Keeping different concepts separate helps clarify the code.)

    class Angle : Float<Angle> {
        float &angle_;
    public:
        Angle( float &angle ) : angle_(angle) {
        }
        void set(float f) {
            while(f>=360)
                f -= 360;
            while(f<0)
                f += 360;
            angle_ = f;
        }
        float get() {
            return angle_;
        }
    };

    class C {
        float angle_;
    public:
        C() : angle(angle_) {
        }
        Angle angle;
    };

Here we have no virtual functions. I don't think the code is hard to read,
given what it does. The overhead is the reference Angle::angle_. Even that
could be eliminated if we didn't need the angle_ to be shared.


Well, if we don't need to share there is no need for offsetof or CRTP
anyway - no surprise. Let's instead just assume there are cases where
we want to share.

2.3) The "enclosing_object" keyword. This keyword returns a pointer to
the enclosing object. Technically, this can work in two ways:
- for member classes that are defined as "nested", the
"enclosing_object" keyword will just return the hidden reference.


I don't think this adds much benefit over using a reference manually.

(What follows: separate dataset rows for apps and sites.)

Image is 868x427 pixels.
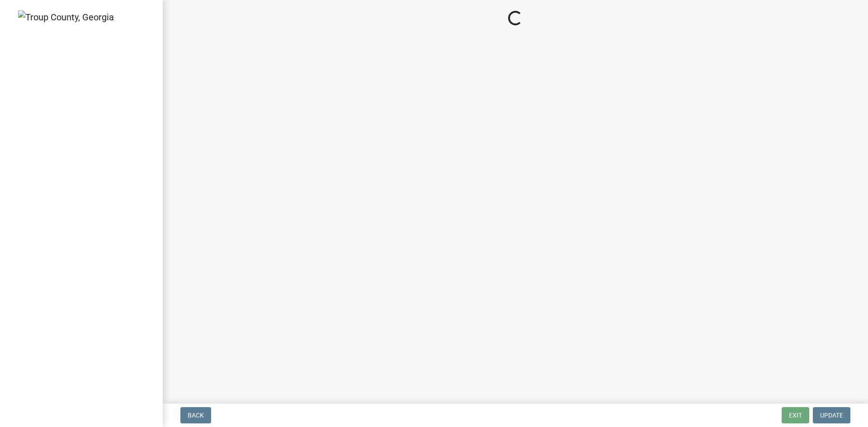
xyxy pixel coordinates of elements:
[180,407,211,423] button: Back
[188,412,204,418] span: Back
[781,407,809,423] button: Exit
[820,412,843,418] span: Update
[813,407,850,423] button: Update
[18,10,114,24] img: Troup County, Georgia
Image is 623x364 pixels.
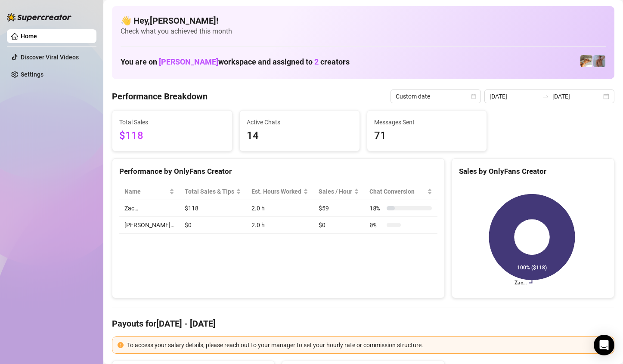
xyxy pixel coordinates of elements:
[459,166,607,178] div: Sales by OnlyFans Creator
[542,93,549,100] span: swap-right
[374,118,480,127] span: Messages Sent
[552,92,601,101] input: End date
[119,166,438,178] div: Performance by OnlyFans Creator
[185,186,234,196] span: Total Sales & Tips
[246,217,313,234] td: 2.0 h
[319,186,352,196] span: Sales / Hour
[119,217,179,234] td: [PERSON_NAME]…
[124,186,167,196] span: Name
[7,13,71,22] img: logo-BBDzfeDw.svg
[20,71,43,78] a: Settings
[119,128,225,144] span: $118
[179,200,246,217] td: $118
[471,94,476,99] span: calendar
[121,57,350,67] h1: You are on workspace and assigned to creators
[179,183,246,200] th: Total Sales & Tips
[127,340,609,350] div: To access your salary details, please reach out to your manager to set your hourly rate or commis...
[490,92,539,101] input: Start date
[247,128,353,144] span: 14
[121,14,606,26] h4: 👋 Hey, [PERSON_NAME] !
[594,335,615,356] div: Open Intercom Messenger
[370,220,384,230] span: 0 %
[112,91,208,103] h4: Performance Breakdown
[121,26,606,36] span: Check what you achieved this month
[247,118,353,127] span: Active Chats
[20,33,37,40] a: Home
[313,200,364,217] td: $59
[315,57,319,66] span: 2
[542,93,549,100] span: to
[159,57,218,66] span: [PERSON_NAME]
[313,183,364,200] th: Sales / Hour
[396,90,476,103] span: Custom date
[20,54,79,61] a: Discover Viral Videos
[119,118,225,127] span: Total Sales
[251,186,301,196] div: Est. Hours Worked
[119,183,179,200] th: Name
[364,183,437,200] th: Chat Conversion
[594,55,606,67] img: Joey
[514,280,526,286] text: Zac…
[374,128,480,144] span: 71
[370,186,425,196] span: Chat Conversion
[119,200,179,217] td: Zac…
[313,217,364,234] td: $0
[246,200,313,217] td: 2.0 h
[370,203,384,213] span: 18 %
[112,317,615,330] h4: Payouts for [DATE] - [DATE]
[580,55,592,67] img: Zac
[179,217,246,234] td: $0
[118,342,124,348] span: exclamation-circle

I have used Java, which works a bit like that, and it just seemed to
obscure what was going on without helping me do anything new.


Agreed, that's a matter of taste. I liked that when using Java. And I
don't see why it would be bad to have that possibility. My first idea
was this offsetof thing, but I thought once we start that, we can also
go on and provide a more general way to get the enclosing object.

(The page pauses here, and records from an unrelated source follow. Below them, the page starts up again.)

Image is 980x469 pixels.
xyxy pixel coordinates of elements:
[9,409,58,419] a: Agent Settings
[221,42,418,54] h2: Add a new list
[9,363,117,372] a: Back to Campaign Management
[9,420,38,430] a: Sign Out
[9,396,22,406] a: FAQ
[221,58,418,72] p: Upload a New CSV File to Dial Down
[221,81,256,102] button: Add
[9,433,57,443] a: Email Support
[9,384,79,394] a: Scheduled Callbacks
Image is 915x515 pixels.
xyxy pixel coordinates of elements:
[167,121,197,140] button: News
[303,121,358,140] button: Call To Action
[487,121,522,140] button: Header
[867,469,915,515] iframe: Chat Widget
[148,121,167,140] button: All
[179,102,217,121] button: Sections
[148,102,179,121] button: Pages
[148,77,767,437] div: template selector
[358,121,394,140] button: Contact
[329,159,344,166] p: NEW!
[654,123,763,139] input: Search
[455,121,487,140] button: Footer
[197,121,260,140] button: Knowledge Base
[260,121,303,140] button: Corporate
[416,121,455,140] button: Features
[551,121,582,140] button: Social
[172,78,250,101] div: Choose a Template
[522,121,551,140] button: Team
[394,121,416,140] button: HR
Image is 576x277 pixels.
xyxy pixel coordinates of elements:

- for anonymous member classes defined in the first way (2.1 [*]), the
"enclosing_object" keyword uses a mechanic that is equivalent to the
offsetof macro trick. The anonymous definition guarantees a fixed
adress difference to the enclosing object.


Although I am more sympathetic to this, it seems to be hedged around with
restrictions. The struct has to be anonymous, it can't be reusable, it
can't even be used for multiple member variables within the same class. It
all seems a bit messy and inelegant.


Restrictions like that are necessary. If you want to use offsetof, you
need to guarantee that the nested class has only one instance, as a
member of its enclosing class. The offsetof macro, btw, does not
guarantee anything, which can likely lead to errors.

If you want to reuse the struct, you need to create subclasses for each
occurance - or you can't use an offsetof-like mechanism.

I think I'd rather have a more rigorous way to encapsulate the offsetof
trick. Perhaps some kind of based pointer.


Well, I am happy for any kind of suggestions. The condition is that
your proposal still allows my big state machine example!!